American Political Machine 12/18/18

By Richard E. Bleil, Ph.D.

On October 4, 1957, the Soviet Union launched Sputnik 1. Its purpose was presumably atmospheric studies, but launched only 12 years after Hiroshima and Nagasaki were bombed (August 6 and 9 of 1945 respectively). Eight years after the Soviet Union tested their own atomic bomb in Kazakhstan (August 29, 1949), and during the height of the cold war. With air superiority going to the US, and tensions high, the political message of Sputnik I was clear. The ability to launch a satellite into orbit with the approximate size and weight of an atomic warhead, the Soviet Union proved they had the capability to land an atomic bomb in America’s back yard.

The United States had to respond, but the question was how to justify a military program costing tens of billions of dollars to the American people. On May 25, 1961, President John F. Kennedy gave a speech to congress, saying, “I believe that this nation should commit itself to landing a man on the moon and returning him safely to the earth.” Billed as the “race to the moon”, the propaganda machine convinced Americans that the Soviet Union beat the US to space, but we would beat them to the moon. Reading to this point, it should be clear…if we can build a rocket capable of landing the lunar lander on the moon, then the US, too, could build nuclear missiles.

Labels, in American Politics, are important. They offer bragging rights to major accomplishments, and rallying cries to unite their party. The Apollo mission, and subsequent nuclear missile program, then, “belonged” to the Democratic party. Consider, for example, Abraham Lincoln and the Emancipation Proclamation (1863). Because President Lincoln was a Republican, the Republican Party used this fact to help secure the minority vote, over 150 years later, in 2016.

In 1984, President Ronald Reagan called for a space-based missile defense shield, colloquially referred to as the “Star Wars program”. This became the Republican signature program of the day. It initially claimed that it would be 100% effective at stopping all incoming nuclear missiles, effectively protecting America from nuclear war. This could have been a program within an existing military branch, such as the Air Force, but instead it became an independent branch of the program. Had it worked, politically it would have been important to be able to continue to call on it, and the politicians did not want to dilute this Republican initiative, but there was another reason. Had it been a program within, say, the Air Force, it could have been dismantled by de-funding it in a future Congressional action. As its own military branch, it would be nearly impossible to get rid of, as evidenced in 1993, when the initiative was pronounced officially dead. However instead of getting rid of the program, it was renamed. The new mission would be a ground based missile defense system, which was allowed in the Anti Ballistic Defense Treaty but limited to one location for such a system in the US and USSR. The program never gained much traction, until 2001 when President George W. Bush took the US out of this program

These political devices can be detrimental. On March 23, 2010, President Obama signed into law the “Affordable Care Act,” designed to give medical insurance coverage for all US Citizens. It was the realization of promises of medical campaign reform of every presidential election for both parties for at least a century. For the first time in history, every American would not only have basic health insurance, but would have to help pay for it as well. With clear problems and flaws, it was a dramatic step up from the chaos that preceded it, wherein people were getting treatment and not paying at all. Although both parties wanted universal health care, the angst is from the fact that President Obama was a Democratic president. This makes the initiative, that both parties wanted, a Democratic initiative.

Today, President Trump has announced another political movement. All along he has been calling for the wall, despite the fact that current statistics show that it is not needed. Now he is calling for a “Space Force”, in a shadowy reflection of the old “Star Wars Defense”. These initiatives are unnecessary expenditures in a runaway budget that has impending deficits unlike anything ever experienced in this nation. However, as political tools, they are valuable. By inciting similar fears that Reagan used in his initiative, these will be tools to unite the Republican base more than having any real value. As people are starting to realize that the caravan of immigrants and illegal Mexican immigrants are no real threat, we are being told that there is a dramatic need to have a military presence in space. Think on this a bit, and ask yourself, is this a need or a device?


TASK OBJECTIVE: Check every line of the data below for "Anderson". Copy each one that has it.

=-=-=-=-=

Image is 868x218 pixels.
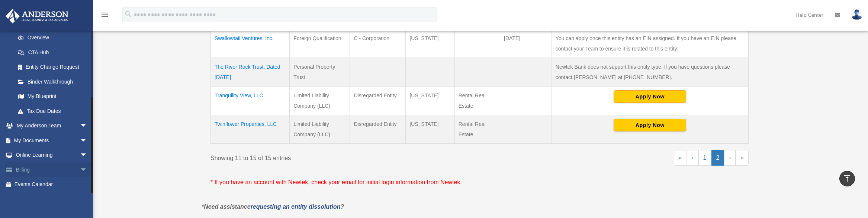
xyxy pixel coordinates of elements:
[711,150,724,165] a: 2
[211,58,290,86] td: The River Rock Trust, Dated [DATE]
[80,147,95,163] span: arrow_drop_down
[11,45,95,60] a: CTA Hub
[454,86,500,115] td: Rental Real Estate
[551,58,748,86] td: Newtek Bank does not support this entity type. If you have questions please contact [PERSON_NAME]...
[80,118,95,134] span: arrow_drop_down
[687,150,698,165] a: Previous
[5,118,98,133] a: My Anderson Teamarrow_drop_down
[101,13,109,19] a: menu
[290,58,349,86] td: Personal Property Trust
[11,89,95,104] a: My Blueprint
[406,115,454,144] td: [US_STATE]
[500,29,552,58] td: [DATE]
[406,86,454,115] td: [US_STATE]
[551,29,748,58] td: You can apply once this entity has an EIN assigned. If you have an EIN please contact your Team t...
[11,103,95,118] a: Tax Due Dates
[290,115,349,144] td: Limited Liability Company (LLC)
[613,90,686,103] button: Apply Now
[349,29,406,58] td: C - Corporation
[349,115,406,144] td: Disregarded Entity
[202,204,344,210] em: *Need assistance ?
[349,86,406,115] td: Disregarded Entity
[698,150,711,165] a: 1
[11,60,95,75] a: Entity Change Request
[842,174,852,182] i: vertical_align_top
[4,9,71,24] img: Anderson Advisors Platinum Portal
[5,177,98,192] a: Events Calendar
[210,150,474,163] div: Showing 11 to 15 of 15 entries
[101,11,109,19] i: menu
[290,86,349,115] td: Limited Liability Company (LLC)
[290,29,349,58] td: Foreign Qualification
[613,119,686,132] button: Apply Now
[674,150,687,165] a: First
[851,9,862,20] img: User Pic
[124,10,133,19] i: search
[211,29,290,58] td: Swallowtail Ventures, Inc.
[724,150,735,165] a: Next
[454,115,500,144] td: Rental Real Estate
[5,147,98,162] a: Online Learningarrow_drop_down
[211,86,290,115] td: Tranquility View, LLC
[406,29,454,58] td: [US_STATE]
[11,74,95,89] a: Binder Walkthrough
[80,133,95,148] span: arrow_drop_down
[5,162,98,177] a: Billingarrow_drop_down
[11,31,91,46] a: Overview
[250,204,340,210] a: requesting an entity dissolution
[839,171,854,187] a: vertical_align_top
[735,150,748,165] a: Last
[80,162,95,177] span: arrow_drop_down
[211,115,290,144] td: Twinflower Properties, LLC
[210,177,748,187] p: * If you have an account with Newtek, check your email for initial login information from Newtek.
[5,133,98,147] a: My Documentsarrow_drop_down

=-=-=-=-=

COMPLETED TASK:
[5,118,98,133] a: My Anderson Teamarrow_drop_down
[4,9,71,24] img: Anderson Advisors Platinum Portal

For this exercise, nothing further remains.